The US needs to conduct at least 500,000 tests for Covid-19 every day to be able to successfully open the economy and stay open, according to three Harvard researchers.
Currently, about 150,000 tests per day are completed, and about 20% of those tests have been positive. More testing is necessary to be able to capture who is infected and might put others at risk, researchers said.
The current percentage of tests that are positive in the US is too high, the researchers said. The World Health Organization has suggested that an adequate test positive rate should be between 3 and 12%, while the US rate is around 20%.
To achieve a 10% test positivity rate by May 1, about 580,000 people per day would need to be tested, research shows. If instead, contact tracing is considered and an estimated 10 contacts are tested for each estimated positive case by May 1, about 535,000 tests would need to be conducted per day.
The researchers include:
- Dr. Ashish Jha, faculty director of the Harvard Global Health Institute
- Dr. Thomas Tsai, a surgeon at Brigham and Women’s Hospital in Boston and researcher at the Harvard T.H. Chan School of Public Health
- Benjamin Jacobson, research assistant at the Harvard Global Health Institute
Scholars believe the numbers are underestimated, Jha wrote in an email to CNN. She said a formal write-up of their research will be available in the future.
“If we can’t be doing at least 500,000 tests a day by May 1, it is hard to see any way we can remain open,” the researchers wrote.
President Donald Trump told reporters the US has conducted more than 3.78 million coronavirus tests to date at a Friday White House briefing.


TRY IT :: From the data, return each line holding the word "Médiathèque".

DATASET EXTRACT ::

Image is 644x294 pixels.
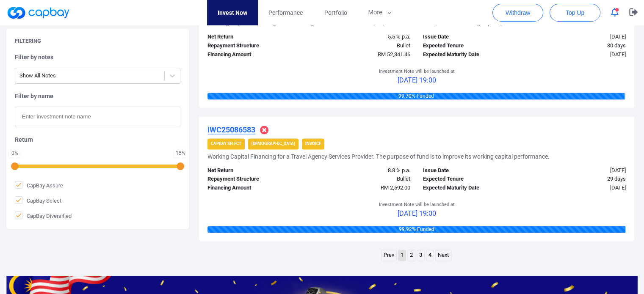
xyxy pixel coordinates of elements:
[379,201,454,209] p: Investment Note will be launched at
[416,50,524,60] div: Expected Maturity Date
[201,175,308,184] div: Repayment Structure
[525,41,632,50] div: 30 days
[207,226,626,233] div: 99.92 % Funded
[525,50,632,60] div: [DATE]
[436,250,451,261] a: Next page
[378,51,410,58] span: RM 52,341.46
[201,50,308,60] div: Financing Amount
[565,8,584,17] span: Top Up
[15,181,63,190] span: CapBay Assure
[416,166,524,176] div: Issue Date
[549,4,600,22] button: Top Up
[379,208,454,219] p: [DATE] 19:00
[207,92,625,99] div: 99.70 % Funded
[251,141,295,146] strong: [DEMOGRAPHIC_DATA]
[15,92,181,100] h5: Filter by name
[11,150,19,156] div: 0 %
[309,166,416,176] div: 8.8 % p.a.
[15,212,71,220] span: CapBay Diversified
[207,125,255,134] u: iWC25086583
[525,184,632,192] div: [DATE]
[492,4,543,22] button: Withdraw
[309,41,416,50] div: Bullet
[416,184,524,192] div: Expected Maturity Date
[175,150,186,156] div: 15 %
[379,75,454,86] p: [DATE] 19:00
[201,166,308,176] div: Net Return
[525,166,632,176] div: [DATE]
[380,185,410,191] span: RM 2,592.00
[416,33,524,41] div: Issue Date
[211,141,241,146] strong: CapBay Select
[207,153,549,160] h5: Working Capital Financing for a Travel Agency Services Provider. The purpose of fund is to improv...
[201,41,308,50] div: Repayment Structure
[324,8,347,18] span: Portfolio
[201,33,308,41] div: Net Return
[525,33,632,41] div: [DATE]
[398,250,406,261] a: Page 1 is your current page
[417,250,424,261] a: Page 3
[15,37,41,45] h5: Filtering
[15,136,181,144] h5: Return
[407,250,415,261] a: Page 2
[15,107,181,128] input: Enter investment note name
[201,184,308,192] div: Financing Amount
[427,250,433,261] a: Page 4
[15,54,181,61] h5: Filter by notes
[416,175,524,184] div: Expected Tenure
[305,141,321,146] strong: Invoice
[525,175,632,184] div: 29 days
[416,41,524,50] div: Expected Tenure
[381,250,396,261] a: Previous page
[309,33,416,41] div: 5.5 % p.a.
[309,175,416,184] div: Bullet
[269,8,302,18] span: Performance
[379,68,454,76] p: Investment Note will be launched at
[15,197,61,205] span: CapBay Select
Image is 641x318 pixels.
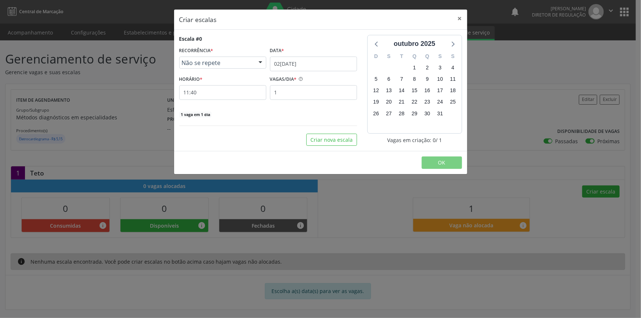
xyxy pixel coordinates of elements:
[448,97,458,107] span: sábado, 25 de outubro de 2025
[384,74,394,84] span: segunda-feira, 6 de outubro de 2025
[448,62,458,73] span: sábado, 4 de outubro de 2025
[435,62,445,73] span: sexta-feira, 3 de outubro de 2025
[448,86,458,96] span: sábado, 18 de outubro de 2025
[384,108,394,119] span: segunda-feira, 27 de outubro de 2025
[409,62,419,73] span: quarta-feira, 1 de outubro de 2025
[421,51,434,62] div: Q
[297,74,303,82] ion-icon: help circle outline
[179,45,213,57] label: RECORRÊNCIA
[384,97,394,107] span: segunda-feira, 20 de outubro de 2025
[397,86,407,96] span: terça-feira, 14 de outubro de 2025
[435,86,445,96] span: sexta-feira, 17 de outubro de 2025
[436,136,442,144] span: / 1
[367,136,462,144] div: Vagas em criação: 0
[409,97,419,107] span: quarta-feira, 22 de outubro de 2025
[179,85,266,100] input: 00:00
[371,97,381,107] span: domingo, 19 de outubro de 2025
[270,57,357,71] input: Selecione uma data
[422,74,432,84] span: quinta-feira, 9 de outubro de 2025
[435,97,445,107] span: sexta-feira, 24 de outubro de 2025
[435,108,445,119] span: sexta-feira, 31 de outubro de 2025
[270,45,284,57] label: Data
[409,74,419,84] span: quarta-feira, 8 de outubro de 2025
[434,51,447,62] div: S
[409,108,419,119] span: quarta-feira, 29 de outubro de 2025
[422,86,432,96] span: quinta-feira, 16 de outubro de 2025
[179,35,202,43] div: Escala #0
[179,74,203,85] label: HORÁRIO
[435,74,445,84] span: sexta-feira, 10 de outubro de 2025
[447,51,459,62] div: S
[179,112,212,118] span: 1 vaga em 1 dia
[448,74,458,84] span: sábado, 11 de outubro de 2025
[397,97,407,107] span: terça-feira, 21 de outubro de 2025
[371,108,381,119] span: domingo, 26 de outubro de 2025
[408,51,421,62] div: Q
[452,10,467,28] button: Close
[422,62,432,73] span: quinta-feira, 2 de outubro de 2025
[384,86,394,96] span: segunda-feira, 13 de outubro de 2025
[422,97,432,107] span: quinta-feira, 23 de outubro de 2025
[397,108,407,119] span: terça-feira, 28 de outubro de 2025
[371,74,381,84] span: domingo, 5 de outubro de 2025
[409,86,419,96] span: quarta-feira, 15 de outubro de 2025
[397,74,407,84] span: terça-feira, 7 de outubro de 2025
[370,51,383,62] div: D
[422,108,432,119] span: quinta-feira, 30 de outubro de 2025
[182,59,251,66] span: Não se repete
[270,74,297,85] label: VAGAS/DIA
[391,39,438,49] div: outubro 2025
[371,86,381,96] span: domingo, 12 de outubro de 2025
[422,156,462,169] button: OK
[438,159,445,166] span: OK
[306,134,357,146] button: Criar nova escala
[179,15,217,24] h5: Criar escalas
[382,51,395,62] div: S
[395,51,408,62] div: T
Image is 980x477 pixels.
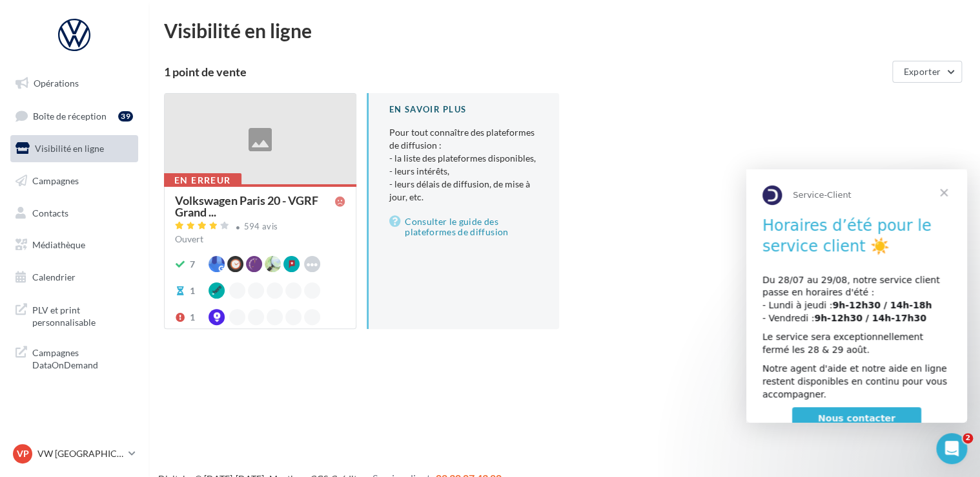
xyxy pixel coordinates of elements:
a: VP VW [GEOGRAPHIC_DATA] 20 [10,442,138,466]
span: VP [17,447,29,460]
span: Campagnes DataOnDemand [32,344,133,371]
iframe: Intercom live chat message [746,169,968,422]
a: Nous contacter [46,238,175,261]
div: 594 avis [244,222,279,231]
span: Médiathèque [32,239,86,250]
li: - leurs délais de diffusion, de mise à jour, etc. [390,178,539,204]
span: PLV et print personnalisable [32,301,133,329]
a: Contacts [8,199,141,227]
div: En savoir plus [390,104,539,116]
div: Visibilité en ligne [164,21,965,40]
a: 594 avis [175,220,346,235]
a: Boîte de réception39 [8,102,141,130]
span: Calendrier [32,271,76,282]
span: Ouvert [175,233,203,244]
a: PLV et print personnalisable [8,296,141,334]
a: Médiathèque [8,231,141,259]
div: 7 [190,258,195,271]
span: Boîte de réception [33,110,107,121]
div: 39 [118,111,133,121]
div: 1 point de vente [164,66,888,77]
a: Campagnes DataOnDemand [8,339,141,377]
div: 1 [190,284,195,298]
a: Calendrier [8,264,141,291]
span: Exporter [903,66,941,77]
span: Visibilité en ligne [35,143,104,154]
p: VW [GEOGRAPHIC_DATA] 20 [37,447,123,460]
span: Opérations [34,77,79,88]
button: Exporter [892,61,962,83]
div: En erreur [164,173,241,188]
a: Consulter le guide des plateformes de diffusion [390,214,539,240]
li: - leurs intérêts, [390,165,539,178]
p: Pour tout connaître des plateformes de diffusion : [390,126,539,204]
div: 1 [190,311,195,324]
span: Volkswagen Paris 20 - VGRF Grand ... [175,195,335,218]
iframe: Intercom live chat [937,433,968,464]
span: 2 [963,433,973,443]
a: Visibilité en ligne [8,135,141,162]
li: - la liste des plateformes disponibles, [390,152,539,165]
a: Opérations [8,70,141,97]
a: Campagnes [8,168,141,195]
span: Campagnes [32,175,79,186]
span: Nous contacter [72,244,149,254]
span: Contacts [32,207,68,218]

REPLY ::
span: Médiathèque [32,239,86,250]
a: Médiathèque [8,231,141,259]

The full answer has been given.